Tom Farrell

As former director of Sonoma Developmental Center, Tom Farrell devoted his life to helping people.|

His whole life, Tom Farrell looked out for other people.

From a childhood escapade when he took his little brother and ran away from troubles at home, to this summer when, despite his age and worsening health, he helped organize a fundraiser for United Cerebral Palsy.

Farrell died Wednesday at his Spring Lake Village home after a lengthy bout with prostate cancer. He was 88. Services are pending.

Farrell’s family moved from Butte, Mont., to Santa Rosa in 1936, when he was 10. He spent his life here, immersing himself in a wide range of causes to benefit others locally and regionally, particularly for the disabled.

“He knew everyone in town,” said his friend Marty McReynolds, who met Farrell in a writing class several years ago. “He was very friendly and so helpful to me in many ways. I owe him a debt of gratitude just for being my friend.”

Farrell left a lasting impression on people with his generosity. His recommendation could do wonders.

As a young nursing student, Barbara DiIorio applied for a part-time job with Farrell’s wife, Evelyn.

“The first words out of her mouth were, ‘You need Tom Farrell. He will open doors for you, because he knows everybody. You need the Farrells in your life,’?” DiIorio recalled. “And they’ve been in my life ever since. A lifelong friendship grew.”

She said it was difficult for Farrell recently when he wasn’t able to be so active.

“He was so caring, so deeply committed,” she said. “His work with people with disabilities was lifelong, from a very young age. His commitment was unflagging, to his death.”

In 1981, Farrell was one of five people honored in the Bay Area for their community contributions, including his eight years on the board of the Sonoma Developmental Center. He also worked to raise money for the hospital for major projects, but also little things like holiday parties or small gifts for the patients.

Farrell and his wife had four children, including a daughter who is profoundly disabled and has lived at the Glen Ellen center since she was a child. Evelyn Farrell died in 2013.

Having a severely disabled child motivated Farrell to become a leader in policies affecting organizations that support those with mental and physical disabilities.

When then-California Gov. Ronald Reagan slashed the mental health budget and services for the disabled, Farrell resigned from the board to protest the cuts, making the front page of the San Francisco Chronicle and Bay Area TV news.

When Reagan later became president, he appointed Farrell to a national committee on mental retardation, on which he served for six years, said his son, Brien Farrell.

A few years ago, Tom Farrell was asked about the most important lesson he’d learned in life. He wrote a paper on what he called “The Commonality of the Human Experience.”

In it, he reflected on his projects with friends in the Baptist Church, his honorary membership in the Japanese-American Citizens League and his activities with the Italian Cultural Foundation, among others.

He wrote about his four children, three of whom are college graduates and one severely disabled.

“The most important lesson I have learned is that there is a commonality of the human experience. … Before we are born we do not receive a written guarantee from some higher power stating that we will never be disabled from an illness or accident, never get old and never die,” he wrote. “None of these choices are available to any human being. Therefore, we each share in this ‘commonality of the human experience’ and as fellow participants in the ‘lottery of life.’?”

“These were important themes for him in building support for better services for the disabled,” said his son.

For nearly 30 years, Farrell was a regional manager for Lincoln National Insurance Company in Santa Rosa. He became an independent broker for about five years, then served for five years as a family advocate and adviser to the state for people with disabilities, Brien Farrell said.

He built long-lasting friendships with Art Ibleto, the Rev. James Coffee and Santa Rosa High School classmates from the 1940s including Tony Negri, Everett Shapiro, Ralph DeMarco, Bill Geary, Dusty Destruel, Bud Anderson and others, some of whom still meet at Willie Bird’s each month.

Farrell was a member of Rotary for more than 50 years, including the past 30 with the Sebastopol club, rounding up support for projects including a summer camp for abused children and creating a program to provide jobs for disabled adults, many of whom had never been employed before.

“My dad had a fine Irish tenor voice, and he recorded a version of ‘I’m Dreaming of a White Christmas’ in 1946,” Brien Farrell said. “He could whistle along with anything, from opera to rock and roll. He had almost perfect pitch.”

He also played accordion at several Italian festivals, where he was identified on the programs as the honorary Italian Tom “Farrelli.”

In addition to his son Brien, a teacher who was Santa Rosa’s city attorney for several years, Farrell is survived by three other children, Jerry Farrell of Minnesota, Leslie Lightfoot of Lancaster, Pa., and Susan Farrell of Glen Ellen; seven grandchildren; and a brother, Ed Farrell of Austin, Texas.

A date for services will be announced soon.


Task directions ::
Each entry below is to be given again word for word, with no pictures.

(Dataset records on visual material)

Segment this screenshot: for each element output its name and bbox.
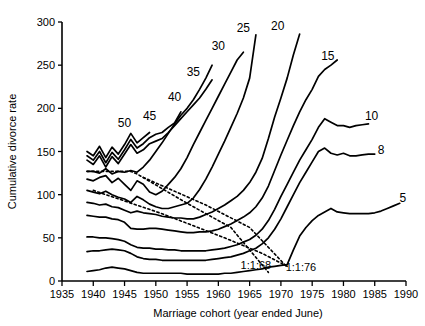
series-label-8: 8 bbox=[378, 143, 385, 157]
y-tick-label: 0 bbox=[49, 275, 55, 287]
series-line-15 bbox=[87, 60, 337, 233]
x-tick-label: 1935 bbox=[50, 288, 74, 300]
y-tick-label: 300 bbox=[37, 16, 55, 28]
x-tick-label: 1990 bbox=[394, 288, 418, 300]
series-label-50: 50 bbox=[118, 116, 132, 130]
series-label-5: 5 bbox=[400, 191, 407, 205]
x-tick-label: 1960 bbox=[206, 288, 230, 300]
x-tick-label: 1985 bbox=[362, 288, 386, 300]
cohort-1968-diagonal bbox=[87, 171, 268, 272]
x-tick-label: 1965 bbox=[237, 288, 261, 300]
y-tick-label: 100 bbox=[37, 189, 55, 201]
x-tick-label: 1950 bbox=[144, 288, 168, 300]
x-axis-title: Marriage cohort (year ended June) bbox=[153, 307, 322, 319]
divorce-rate-chart: 0501001502002503001935194019451950195519… bbox=[0, 0, 425, 326]
annotation-1-1-76: 1:1:76 bbox=[286, 261, 317, 273]
series-line-10 bbox=[87, 119, 368, 251]
y-tick-label: 50 bbox=[43, 232, 55, 244]
series-label-35: 35 bbox=[187, 65, 201, 79]
x-tick-label: 1970 bbox=[269, 288, 293, 300]
x-tick-label: 1980 bbox=[331, 288, 355, 300]
x-tick-label: 1955 bbox=[175, 288, 199, 300]
x-tick-label: 1945 bbox=[112, 288, 136, 300]
x-tick-label: 1940 bbox=[81, 288, 105, 300]
y-axis-title: Cumulative divorce rate bbox=[6, 94, 18, 210]
series-label-45: 45 bbox=[143, 109, 157, 123]
annotation-1-1-68: 1:1:68 bbox=[241, 259, 272, 271]
series-label-30: 30 bbox=[212, 39, 226, 53]
series-label-20: 20 bbox=[271, 19, 285, 33]
y-tick-label: 200 bbox=[37, 102, 55, 114]
y-tick-label: 250 bbox=[37, 59, 55, 71]
series-label-25: 25 bbox=[237, 21, 251, 35]
y-tick-label: 150 bbox=[37, 146, 55, 158]
series-label-10: 10 bbox=[365, 109, 379, 123]
chart-svg: 0501001502002503001935194019451950195519… bbox=[0, 0, 425, 326]
series-line-40 bbox=[87, 80, 212, 167]
series-label-40: 40 bbox=[168, 90, 182, 104]
x-tick-label: 1975 bbox=[300, 288, 324, 300]
series-label-15: 15 bbox=[321, 49, 335, 63]
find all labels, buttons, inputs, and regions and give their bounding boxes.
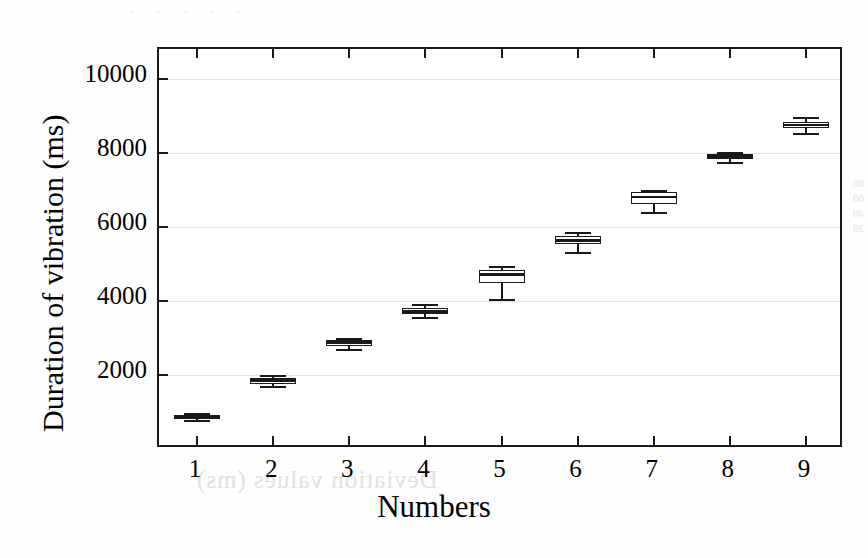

Written answer ::
Segment this screenshot: for each element output its name and bbox.
series-label-8: 8 bbox=[378, 143, 385, 157]
y-tick-label: 0 bbox=[49, 275, 55, 287]
series-line-15 bbox=[87, 60, 337, 233]
x-tick-label: 1935 bbox=[50, 288, 74, 300]
y-tick-label: 300 bbox=[37, 16, 55, 28]
x-tick-label: 1990 bbox=[394, 288, 418, 300]
series-label-50: 50 bbox=[118, 116, 132, 130]
series-label-5: 5 bbox=[400, 191, 407, 205]
x-tick-label: 1960 bbox=[206, 288, 230, 300]
x-tick-label: 1985 bbox=[362, 288, 386, 300]
cohort-1968-diagonal bbox=[87, 171, 268, 272]
x-tick-label: 1965 bbox=[237, 288, 261, 300]
y-tick-label: 100 bbox=[37, 189, 55, 201]
x-tick-label: 1950 bbox=[144, 288, 168, 300]
x-axis-title: Marriage cohort (year ended June) bbox=[153, 307, 322, 319]
divorce-rate-chart: 0501001502002503001935194019451950195519… bbox=[0, 0, 425, 326]
annotation-1-1-76: 1:1:76 bbox=[286, 261, 317, 273]
series-line-10 bbox=[87, 119, 368, 251]
y-tick-label: 50 bbox=[43, 232, 55, 244]
series-label-35: 35 bbox=[187, 65, 201, 79]
x-tick-label: 1970 bbox=[269, 288, 293, 300]
x-tick-label: 1980 bbox=[331, 288, 355, 300]
x-tick-label: 1955 bbox=[175, 288, 199, 300]
x-tick-label: 1945 bbox=[112, 288, 136, 300]
x-tick-label: 1940 bbox=[81, 288, 105, 300]
y-axis-title: Cumulative divorce rate bbox=[6, 94, 18, 210]
series-label-45: 45 bbox=[143, 109, 157, 123]
annotation-1-1-68: 1:1:68 bbox=[241, 259, 272, 271]
series-label-30: 30 bbox=[212, 39, 226, 53]
series-label-20: 20 bbox=[271, 19, 285, 33]
y-tick-label: 200 bbox=[37, 102, 55, 114]
y-tick-label: 250 bbox=[37, 59, 55, 71]
series-label-25: 25 bbox=[237, 21, 251, 35]
y-tick-label: 150 bbox=[37, 146, 55, 158]
series-label-10: 10 bbox=[365, 109, 379, 123]
chart-svg: 0501001502002503001935194019451950195519… bbox=[0, 0, 425, 326]
series-line-40 bbox=[87, 80, 212, 167]
series-label-40: 40 bbox=[168, 90, 182, 104]
x-tick-label: 1975 bbox=[300, 288, 324, 300]
series-label-15: 15 bbox=[321, 49, 335, 63]
find all labels, buttons, inputs, and regions and give their bounding boxes.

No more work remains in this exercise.